To address these problems, the Agriculture and Food Research Initiative from the U.S. government’s Department of Agriculture National Institute of Food and Agriculture invested $490,000 of grant money to UCF and Xia’s research. The Department is seeking new ways of testing food fraud instances like replacing cows’ meat with pigs’ meat in products without correctly labeling the change.

Xia’s research is focused on developing a nanotechnology-based test strip that looks and operates like a home pregnancy test or lateral flow test for COVID-19. The strip should be easily used by test inspectors and consumers alike, and should detect target adulterants in food product samples quickly and reliably.

The new test, which is still in development, is based on the colorimetric lateral flow assay method that most people now know about through rapid at-home COVID-19 tests. Xia’s test will use gold nanoparticles encased in metallic coatings made of sensitive materials like platinum, palladium, or iridium that can increase the device’s sensitivity.

Initial results have already shown that platinum coatings can make current colorimetric lateral flow assays 100 times more sensitive, making them more effective than enzyme-linked immunosorbent assays that the food and beverage industry already uses at considerable expense and time.

The research is now focused on finding metal coatings that can improve sensitivity even further. The project is due to be completed in 2023, and connected with Xia’s wider research in nanotechnology sensing applications for detecting cancer as well as zootropic diseases such as COVID-19.

More Nanotechnology Solutions for Food Fraud Than Ever

Around the world, nanotechnology solutions are being brought to bear on the fight against food fraud more than ever.

For example, scientists recently developed electrochemical sensing methods for detecting Sudan I, which is a synthetic dye found in low-quality chili powder and curry products, using a modified carbon electrode doped with magnetite nanoparticles.

Sudan I can also be detected with platinum nanoparticles around an electrode modified with graphene-β-cyclodextrin.
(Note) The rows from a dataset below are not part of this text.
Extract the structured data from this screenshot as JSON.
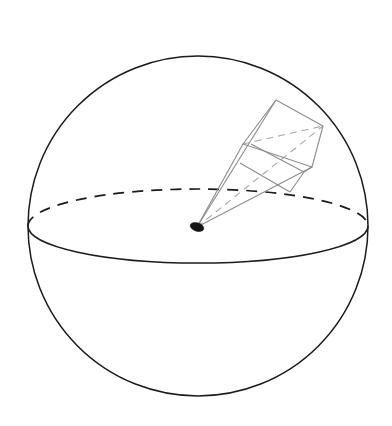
{
  "figure": {
    "title": "Solid angle subtended at the centre of a sphere",
    "caption": "",
    "background_color": "#ffffff",
    "canvas": {
      "width": 392,
      "height": 426
    }
  },
  "colors": {
    "sphere_stroke": "#1b1b1b",
    "equator_stroke": "#1b1b1b",
    "pyramid_stroke": "#8e8e8e",
    "hidden_stroke": "#a9a9a9",
    "apex_fill": "#141414",
    "background": "#ffffff"
  },
  "geometry": {
    "sphere": {
      "label": "sphere",
      "center_x": 198,
      "center_y": 226,
      "radius": 170,
      "stroke_width": 1.5,
      "style": "solid"
    },
    "equator": {
      "label": "equatorial great circle",
      "center_x": 198,
      "center_y": 226,
      "radius_x": 170,
      "radius_y": 37,
      "front_style": "solid",
      "back_style": "dashed",
      "dash_pattern": "11 8"
    },
    "apex": {
      "label": "sphere centre / apex of solid angle",
      "x": 197,
      "y": 227,
      "radius_x": 7,
      "radius_y": 4.2,
      "rotation_deg": 18,
      "style": "filled"
    },
    "cone": {
      "label": "solid-angle pyramid",
      "far_face_vertices": [
        {
          "name": "top",
          "x": 276,
          "y": 100
        },
        {
          "name": "right",
          "x": 323,
          "y": 126
        },
        {
          "name": "bottom",
          "x": 312,
          "y": 167
        },
        {
          "name": "left",
          "x": 243,
          "y": 144
        }
      ],
      "near_face_vertices": [
        {
          "name": "near-top-left",
          "x": 251,
          "y": 144
        },
        {
          "name": "near-top-right",
          "x": 304,
          "y": 172
        },
        {
          "name": "near-bottom-right",
          "x": 290,
          "y": 192
        },
        {
          "name": "near-bottom-left",
          "x": 240,
          "y": 163
        }
      ],
      "visible_edges": [
        {
          "from": "apex",
          "to": "top"
        },
        {
          "from": "apex",
          "to": "left"
        },
        {
          "from": "apex",
          "to": "bottom"
        }
      ],
      "hidden_edges": [
        {
          "from": "apex",
          "to": "right",
          "style": "dashed"
        },
        {
          "from": "left",
          "to": "right",
          "style": "dashed"
        }
      ]
    }
  },
  "chart_data": {
    "type": "diagram",
    "title": "Solid angle subtended at the centre of a sphere",
    "elements": [
      {
        "name": "sphere",
        "kind": "circle",
        "center": [
          198,
          226
        ],
        "radius": 170
      },
      {
        "name": "equator",
        "kind": "ellipse",
        "center": [
          198,
          226
        ],
        "radii": [
          170,
          37
        ]
      },
      {
        "name": "centre-point",
        "kind": "point",
        "position": [
          197,
          227
        ]
      },
      {
        "name": "solid-angle-pyramid",
        "kind": "polyhedron",
        "apex": [
          197,
          227
        ],
        "base_quad": [
          [
            276,
            100
          ],
          [
            323,
            126
          ],
          [
            312,
            167
          ],
          [
            243,
            144
          ]
        ]
      },
      {
        "name": "cross-section-quad",
        "kind": "polygon",
        "vertices": [
          [
            251,
            144
          ],
          [
            304,
            172
          ],
          [
            290,
            192
          ],
          [
            240,
            163
          ]
        ]
      }
    ]
  }
}
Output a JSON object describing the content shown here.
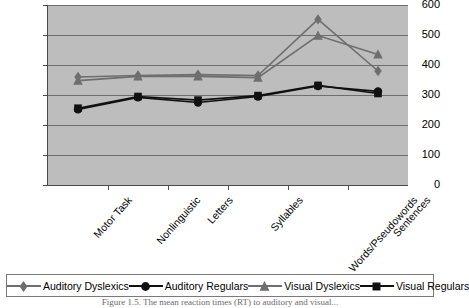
{
  "chart_data": {
    "type": "line",
    "title": "",
    "xlabel": "",
    "ylabel": "",
    "ylim": [
      0,
      600
    ],
    "yticks": [
      0,
      100,
      200,
      300,
      400,
      500,
      600
    ],
    "grid": true,
    "legend_position": "bottom",
    "categories": [
      "Motor Task",
      "Nonlinguistic",
      "Letters",
      "Syllables",
      "Words/Pseudowords",
      "Sentences"
    ],
    "series": [
      {
        "name": "Auditory Dyslexics",
        "marker": "diamond",
        "color": "#6e6e6e",
        "values": [
          360,
          365,
          368,
          365,
          552,
          380
        ]
      },
      {
        "name": "Auditory Regulars",
        "marker": "circle",
        "color": "#111111",
        "values": [
          252,
          292,
          275,
          295,
          330,
          312
        ]
      },
      {
        "name": "Visual Dyslexics",
        "marker": "triangle",
        "color": "#6e6e6e",
        "values": [
          348,
          362,
          362,
          358,
          498,
          435
        ]
      },
      {
        "name": "Visual Regulars",
        "marker": "square",
        "color": "#111111",
        "values": [
          256,
          295,
          283,
          298,
          332,
          305
        ]
      }
    ]
  },
  "legend": {
    "entries": [
      {
        "label": "Auditory Dyslexics",
        "marker": "diamond",
        "color": "#6e6e6e"
      },
      {
        "label": "Auditory Regulars",
        "marker": "circle",
        "color": "#111111"
      },
      {
        "label": "Visual Dyslexics",
        "marker": "triangle",
        "color": "#6e6e6e"
      },
      {
        "label": "Visual Regulars",
        "marker": "square",
        "color": "#111111"
      }
    ]
  },
  "caption": {
    "text": "Figure 1.5.   The mean reaction times (RT) to auditory and visual..."
  },
  "colors": {
    "plot_background": "#bdbdbd",
    "gridline": "#6e6e6e",
    "axis": "#4a4a4a",
    "gray_series": "#6e6e6e",
    "black_series": "#111111"
  }
}
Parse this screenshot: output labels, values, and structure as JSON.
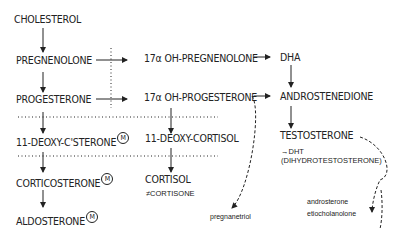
{
  "nodes": {
    "cholesterol": "CHOLESTEROL",
    "pregnenolone": "PREGNENOLONE",
    "progesterone": "PROGESTERONE",
    "oh_pregnenolone": "17α OH-PREGNENOLONE",
    "oh_progesterone": "17α OH-PROGESTERONE",
    "dha": "DHA",
    "androstenedione": "ANDROSTENEDIONE",
    "deoxy_csterone": "11-DEOXY-C'STERONE",
    "deoxy_cortisol": "11-DEOXY-CORTISOL",
    "corticosterone": "CORTICOSTERONE",
    "cortisol": "CORTISOL",
    "cortisone": "≠CORTISONE",
    "aldosterone": "ALDOSTERONE",
    "testosterone": "TESTOSTERONE",
    "dht": "→DHT",
    "dht_full": "(DIHYDROTESTOSTERONE)",
    "pregnanetriol": "pregnanetriol",
    "androsterone": "androsterone",
    "etiocholanolone": "etiocholanolone"
  },
  "markers": {
    "m": "M"
  }
}
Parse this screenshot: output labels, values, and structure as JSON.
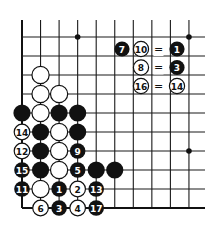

This device had a limit of detection (LoD) of 1.6 nM, as well as sensitivity of 2.82 μA μM−1- cm−2.

Nanotechnology and Fruit Farming; From Fertilizer to Shelves

References and Further Reading

Mohammadi, Z., and S.M. Jafari (2020). Detection of food spoilage and adulteration by novel nanomaterial-based sensors. Advances in Colloid and Interface Science. Available at: https://doi.org/10.1016/j.cis.2020.102297.

Wells, R. (2020). UCF is Developing New Nanotech to Detect Food Fraud. UCF Today. [Online] Available at: https://www.ucf.edu/news/ucf-is-developing-new-nanotech-to-detect-food-fraud/.

Disclaimer: The views expressed here are those of the author expressed in their private capacity and do not necessarily represent the views of AZoM.com Limited T/A AZoNetwork the owner and operator of this website. This disclaimer forms part of the Terms and conditions of use of this website.

Ben Pilkington

Written by

Ben Pilkington

Ben Pilkington is a freelance writer who is interested in society and technology. He enjoys learning how the latest scientific developments can affect us and imagining what will be possible in the future. Since completing graduate studies at Oxford University in 2016, Ben has reported on developments in computer software, the UK technology industry, digital rights and privacy, industrial automation, IoT, AI, additive manufacturing, sustainability, and clean technology.